When Peter Turner met Gloria Grahame in 1979, her Hollywood career was over. At the time, the 27-year-old Liverpudlian was a struggling actor looking for work in London. When she moved into a flat in his boarding house, he didn’t recognize the Oscar-winning actress from her starring roles in classic films like In a Lonely Place (1950) with Humphrey Bogart or The Bad and the Beautiful (1952). What he did pay attention to was their mutual attraction, despite the 28-year age gap between them.
Paul McGuigan’s movie Film Stars Don’t Die in Liverpool, based on Turner’s memoir, dramatizes their romance, break-up and the illness that drew her back to him. Speaking over the phone from his home in Scotland, the director of action films like Lucky Number Slevin and Gangster No. 1 talks about making a film in a quieter genre, one that seems, from his resume at least, uncharacteristically tender and restrained. But McGuigan offers a corrective to that assessment.
Of his previous films the director says, “They’ve all had an emotional center to them. I’m a 50-year-old man so I understand heartache, love, lust. Plus the screenplay had it, and Peter’s story was so muddied with the emotionality.” In Turner’s memoir, Grahame was the pivotal figure in his life.
McGuigan understood what that meant for him. “We’ve all met someone who has changed our lives, and for good or for bad,” he says. “But he wasn’t really wanting to write a book. It was more free flowing, from one memory into another memory.”
The director created a visual equivalent to mimic the way memories ebb and flow in Turner’s mind. “I wanted the audience to be taken in this journey. I didn’t want to break the spell,” McGuigan explains. “I wanted to build sets that were back-to-back to each other so that either Jamie Bell (Peter Turner) or Annette Bening (Gloria Grahame) could walk through their memory. The camera basically never cuts. It’s quite theatrical in its concept.”

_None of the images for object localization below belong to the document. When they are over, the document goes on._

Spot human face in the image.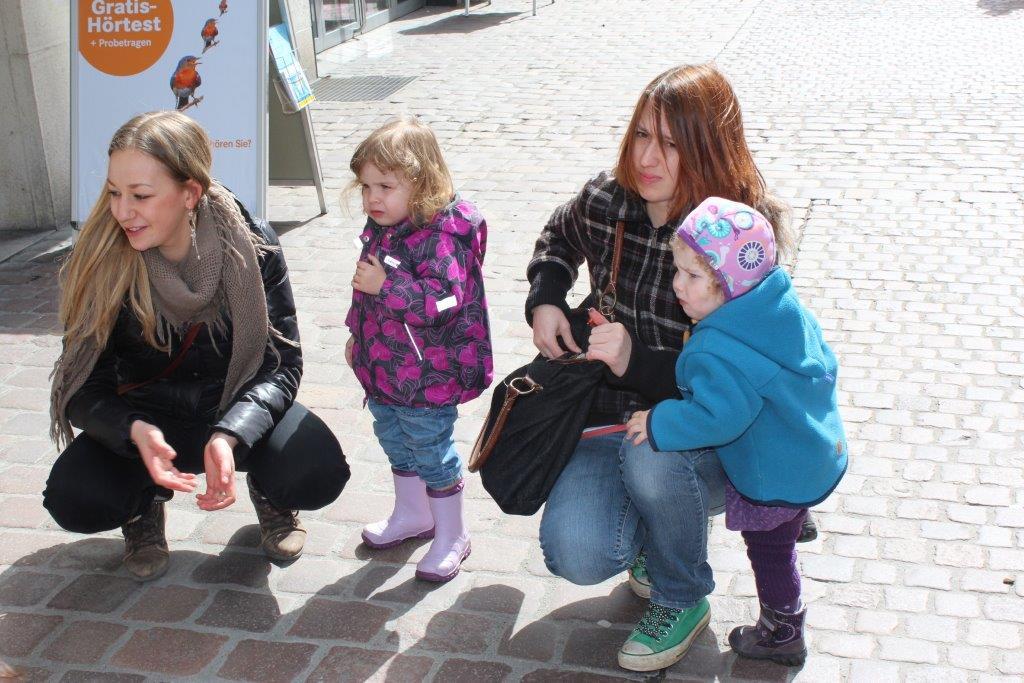
human face found at [669,234,722,326].
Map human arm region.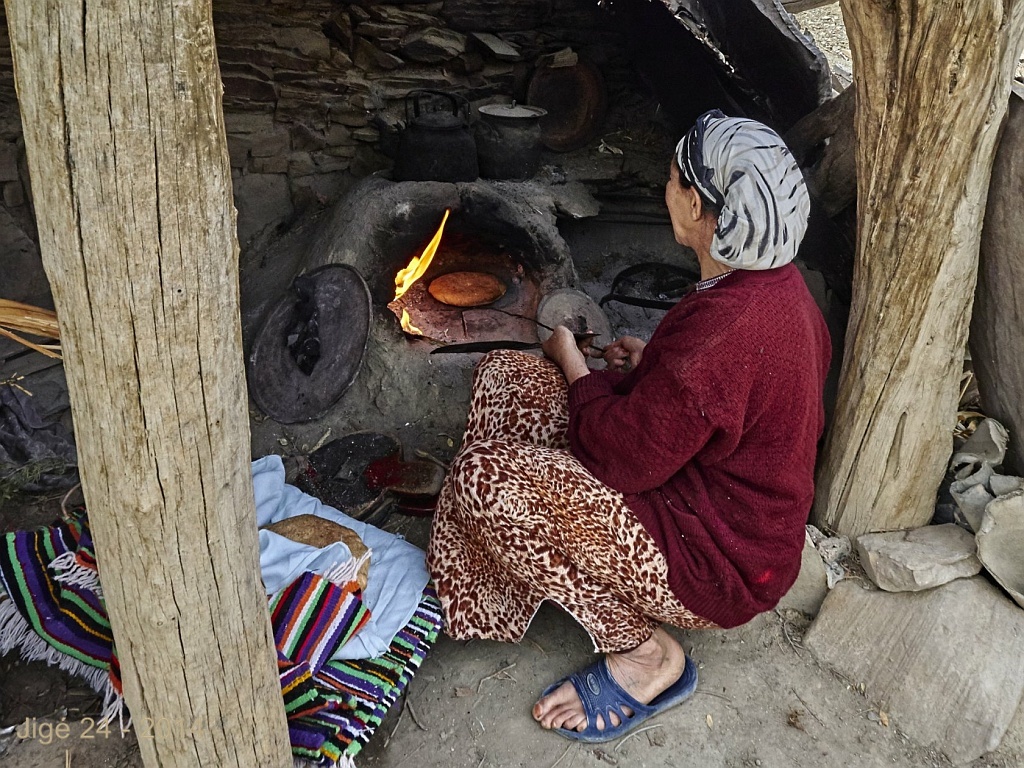
Mapped to box=[540, 308, 733, 500].
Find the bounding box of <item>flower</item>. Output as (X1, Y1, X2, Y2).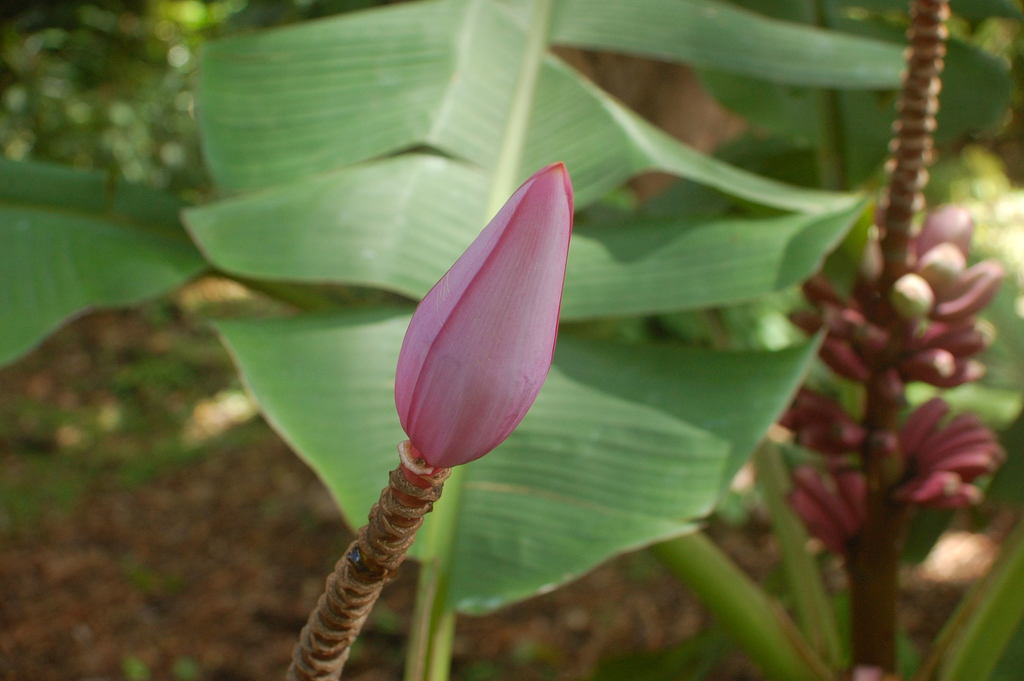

One example of this technique happens in a scene where Turner sits in his parents’ house, about to call Grahame’s son in California. McGuigan recalls, “We built, for instance, the Liverpool house onto the Los Angeles airport arrivals terminal. The idea was that suddenly he’s talking about an American phone number to contact the family about Grahame’s illness. And then suddenly he remembers his first time arriving in Los Angeles [to visit her] and boom, you’re straight into it.”